For a long time, serious PCB design meant a serious licence. Altium and the other incumbents cost real money per seat per year — a fixed tax on the front door that priced out students, hobbyists, small teams, and anyone in a market where that bill lands in scarce foreign currency. KiCad removed the tax. A capable, fully featured EDA suite that costs nothing to install means the question shifts from “can we afford to design hardware” to “is the design any good.”
That floor is why KiCad matters to everything above it in this branch. Diode compiles Zener to .kicad_pcb rather than inventing its own layout format, because the open, free, well-documented target is the one anyone can open. The fab partners read KiCad's Gerbers without complaint. And because the suite is open source, the file formats are readable text rather than a vendor's secret — which is precisely what makes a code-defined design flow on top of it possible at all. KiCad isn't the flashy node in the tree; it's the one the others quietly depend on.
| Closed commercial EDA | KiCad |
|---|---|
| Per-seat licence, annual renewal | Free — GPLv3, no seats |
| Proprietary, opaque file formats | Readable s-expression text files |
| Scripting locked or vendor-gated | Open pcbnew Python API + IPC API |
| Forex-heavy bill before you start | Zero cost to install and ship |
| You are a customer | You can read & patch the source |
The flow is the classic two-stage EDA pipeline. You draw the circuit in Eeschema, assign each symbol a physical footprint, then move to Pcbnew to place the parts and route the copper. A 3D viewer shows the assembled board, ngspice simulates the analog behaviour, and the symbol / footprint / 3D-model libraries supply the parts. When you're done, you plot Gerbers (or IPC-2581) for the fab.
# A KiCad board is plain text: nested s-expressions. # Here's a single SMD footprint inside a .kicad_pcb file — # readable, diffable, exactly what Diode's pcb tool emits. (footprint "Resistor_SMD:R_0603_1608Metric" (layer "F.Cu") (at 128.5 96.2 90) (property "Reference" "R1") (property "Value" "10k") (pad "1" smd roundrect (at -0.825 0) (size 0.8 0.95) (layers "F.Cu" "F.Paste" "F.Mask") (net 3 "VCC")) (pad "2" smd roundrect (at 0.825 0) (size 0.8 0.95) (layers "F.Cu" "F.Paste" "F.Mask") (net 5 "GPIO0")))
The schematic (.kicad_sch) and the board (.kicad_pcb) are both stored in the same s-expression format — the Lisp-style nested-parentheses syntax shown above. That choice is load-bearing for the 2nth stack: because the format is open text rather than a binary blob, a compiler like Diode's can generate a valid board file directly, and a person can read the diff. It's exactly what Diode's pcb tool targets when it compiles a Zener design.
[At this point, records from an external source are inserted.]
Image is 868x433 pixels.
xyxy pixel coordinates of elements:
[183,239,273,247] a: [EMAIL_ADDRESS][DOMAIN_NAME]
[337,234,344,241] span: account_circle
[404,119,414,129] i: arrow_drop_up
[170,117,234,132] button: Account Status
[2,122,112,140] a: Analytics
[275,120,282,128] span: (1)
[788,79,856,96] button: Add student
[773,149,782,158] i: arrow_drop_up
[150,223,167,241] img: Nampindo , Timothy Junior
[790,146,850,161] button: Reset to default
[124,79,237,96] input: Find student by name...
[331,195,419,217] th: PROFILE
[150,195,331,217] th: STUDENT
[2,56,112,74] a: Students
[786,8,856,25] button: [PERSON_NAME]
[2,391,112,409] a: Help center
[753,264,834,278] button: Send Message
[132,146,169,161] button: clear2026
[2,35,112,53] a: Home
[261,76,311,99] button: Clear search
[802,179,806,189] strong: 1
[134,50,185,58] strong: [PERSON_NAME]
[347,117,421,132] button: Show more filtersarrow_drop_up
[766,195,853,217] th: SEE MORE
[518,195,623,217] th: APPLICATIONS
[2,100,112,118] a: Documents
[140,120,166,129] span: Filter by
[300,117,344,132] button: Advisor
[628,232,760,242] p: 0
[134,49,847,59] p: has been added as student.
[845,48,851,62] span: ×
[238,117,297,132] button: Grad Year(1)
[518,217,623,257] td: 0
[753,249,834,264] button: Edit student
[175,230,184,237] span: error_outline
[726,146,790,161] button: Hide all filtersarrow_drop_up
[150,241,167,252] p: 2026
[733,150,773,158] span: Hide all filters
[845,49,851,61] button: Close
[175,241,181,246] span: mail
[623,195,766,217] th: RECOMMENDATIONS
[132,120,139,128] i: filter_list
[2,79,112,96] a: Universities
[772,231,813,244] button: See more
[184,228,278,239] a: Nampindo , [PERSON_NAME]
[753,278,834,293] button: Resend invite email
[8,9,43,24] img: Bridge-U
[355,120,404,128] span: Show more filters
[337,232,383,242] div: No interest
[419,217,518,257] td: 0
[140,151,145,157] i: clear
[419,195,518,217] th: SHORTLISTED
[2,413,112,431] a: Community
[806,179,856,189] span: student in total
KiCad exposes a Python scripting API. The long-standing pcbnew bindings (generated with SWIG) let you write action plugins — scripts that appear in the PCB editor's Tools → External Plugins menu and can automate placement, generate outputs, or build custom DRC checks. As of KiCad 9 those SWIG bindings are deprecated in favour of the newer IPC API, a language-agnostic interface that's the recommended path for new add-ons going forward; the plan is to remove SWIG in KiCad 11. Either way, the point holds: KiCad is automatable, which is what lets external toolchains drive it instead of treating it as a dead end.
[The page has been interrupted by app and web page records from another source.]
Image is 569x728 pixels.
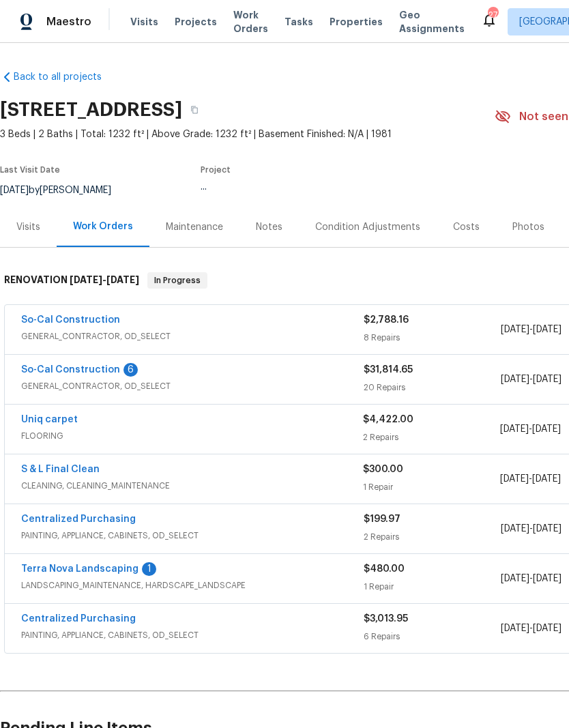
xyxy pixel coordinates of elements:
span: Properties [330,15,383,29]
span: Tasks [284,17,313,26]
span: [DATE] [533,524,562,534]
span: - [501,572,562,585]
a: Centralized Purchasing [21,515,135,524]
button: Copy Address [182,98,207,122]
div: Maintenance [166,220,223,234]
a: Centralized Purchasing [21,614,135,623]
span: $31,814.65 [364,365,413,375]
span: CLEANING, CLEANING_MAINTENANCE [21,479,363,492]
span: PAINTING, APPLIANCE, CABINETS, OD_SELECT [21,629,364,642]
span: - [501,621,562,635]
span: $480.00 [364,564,405,573]
div: Work Orders [73,219,133,233]
span: Maestro [46,15,91,29]
span: - [501,372,562,386]
span: [DATE] [532,424,561,434]
a: S & L Final Clean [21,464,99,474]
span: [DATE] [501,623,529,633]
div: 8 Repairs [364,331,501,344]
span: [DATE] [501,524,529,534]
span: [DATE] [533,325,562,334]
span: GENERAL_CONTRACTOR, OD_SELECT [21,330,364,343]
span: [DATE] [107,275,139,284]
span: [DATE] [533,573,562,583]
span: [DATE] [500,474,529,484]
span: Visits [130,15,158,29]
span: In Progress [149,274,206,287]
div: 1 [142,562,156,576]
div: 27 [488,8,498,22]
span: $300.00 [363,464,403,474]
div: 20 Repairs [364,381,501,395]
span: - [500,423,561,436]
div: Costs [453,220,480,234]
span: $199.97 [364,515,400,524]
span: LANDSCAPING_MAINTENANCE, HARDSCAPE_LANDSCAPE [21,579,364,592]
span: [DATE] [533,375,562,384]
div: ... [200,182,462,191]
span: [DATE] [501,375,529,384]
div: Notes [256,220,283,234]
a: Uniq carpet [21,415,78,424]
div: Visits [16,220,40,234]
a: Terra Nova Landscaping [21,564,138,573]
span: FLOORING [21,429,363,443]
span: GENERAL_CONTRACTOR, OD_SELECT [21,379,364,393]
div: 2 Repairs [363,431,499,444]
span: [DATE] [501,573,529,583]
div: 1 Repair [363,480,499,494]
span: - [501,322,562,336]
div: 1 Repair [364,580,501,593]
span: [DATE] [500,424,529,434]
span: Work Orders [233,8,268,35]
div: Condition Adjustments [315,220,420,234]
span: PAINTING, APPLIANCE, CABINETS, OD_SELECT [21,529,364,543]
a: So-Cal Construction [21,315,120,325]
a: So-Cal Construction [21,365,120,375]
span: Projects [174,15,217,29]
span: Project [200,166,230,174]
span: [DATE] [70,275,102,284]
div: 6 Repairs [364,629,501,643]
h6: RENOVATION [4,272,139,289]
span: [DATE] [533,623,562,633]
span: [DATE] [501,325,529,334]
span: [DATE] [532,474,561,484]
span: Geo Assignments [399,8,464,35]
span: - [70,275,139,284]
span: $3,013.95 [364,614,408,623]
div: 6 [124,363,138,377]
div: 2 Repairs [364,530,501,544]
span: $2,788.16 [364,315,409,325]
span: - [500,472,561,486]
div: Photos [512,220,545,234]
span: - [501,522,562,536]
span: $4,422.00 [363,415,414,424]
KiCad's longevity is the reason you can build a stack on it. It's not a one-person hobby project hanging by a thread — it's a governed open-source effort with institutional backing and a funded support layer around it.
The project is run by a technical committee of lead developers, with Wayne Stambaugh as project leader. Its single biggest inflection came when CERN — the particle-physics laboratory — began contributing seriously around 2013, funding development that turned KiCad from a capable-but-rough tool into a credible professional one. CERN's work brought the modern Pcbnew router (the push-and-shove interactive router), differential-pair routing, and a great deal of the polish that made KiCad viable for real boards.
Today the project is hosted under the Linux Foundation, which accepts tax-deductible donations on its behalf, and those donations are matched by KiCad Services Corporation — a company that also provides commercial support and in-kind sponsorship to the project. The whole suite is licensed GPLv3. Around the core sits the library ecosystem: the official schematic-symbol, footprint, and 3D-model libraries are community-contributed and maintained as separate repositories, kept independent of the application so they can move at their own pace.
Betting a hardware pipeline on a tool means betting it'll still be maintained in five years. KiCad clears that bar: institutional funding (CERN's history, the Linux Foundation's hosting), a named governance structure, a commercial support company, and a 30-plus-year track record. That stability is what lets Diode, the fabs, and your own team treat .kicad_pcb as a safe long-term target.
When an engineer writes a board in Zener and runs pcb layout, Diode emits a .kicad_pcb file and hands off to KiCad. That's where the human work happens: place the parts, route the copper with Pcbnew's interactive router, run DRC, eyeball the assembly in the 3D viewer. Diode compiles the design; KiCad is the surface you drop into for place-and-route and final refinement. Compile a Zener design, open the board in Pcbnew, finish the layout.
The boards under DroneScan's Hummingbird, Buffalo, and Meerkat units — or a ScanMan sensor node — don't need an Altium licence to exist. KiCad designs them end to end at no licence cost, which for a lean SA hardware team means the entire EDA line item is zero. Spend the budget on prototype fab runs and components instead of seat licences.
KiCad plots standard Gerber (and IPC-2581) manufacturing files and drill files that JLCPCB and PCBWay ingest directly. The board goes from Pcbnew to a fab in Shenzhen as a zip of Gerbers and a BOM — no format wrangling, no re-keying. KiCad is the last onshore step before the design crosses an ocean to get built.
KiCad is the right default for a large share of boards — but “free and capable” doesn't mean “best for everything.” Be honest about where the commercial tools still earn their licence.
.kicad_pcbFor an SA hardware team, the licence line is the one that hurts most, because it's priced in dollars or euros and it recurs every year regardless of how many boards you ship. KiCad takes that line to zero. A small Johannesburg or Cape Town team can stand up a full professional EDA flow — schematic, layout, simulation, manufacturing output — without forex exposure on a single seat. That's not a compromise tool you settle for; it's the same suite CERN funds and used for real boards.
Pair it with Diode and you get a genuinely free idea→manufacturable-board path: write the circuit in Zener, compile to .kicad_pcb, finish the layout in KiCad, plot Gerbers, send them to JLCPCB or PCBWay. The design work stays onshore — it reviews over a video call, version-controls on the GitHub the team already uses — and only the fabrication crosses a border. For a country with limited local board fabrication, that split is the practical model: keep the high-value, low-weight design work here, and ship a few kilobytes of files to where the copper gets etched.
KiCad is the floor of the hardware branch — the free, open layout surface everything else routes through. Diode compiles down to it, the commercial alternatives sit beside it, the fabs read its output, and the firmware layer lives above the board it produces.
.kicad_pcb is its output target. Zener is where you write the board; KiCad is where you finish it. This leaf is Diode's hand-off surface.Primary sources only. The project site and docs are the canonical references; the GitLab repositories hold the source and the official libraries.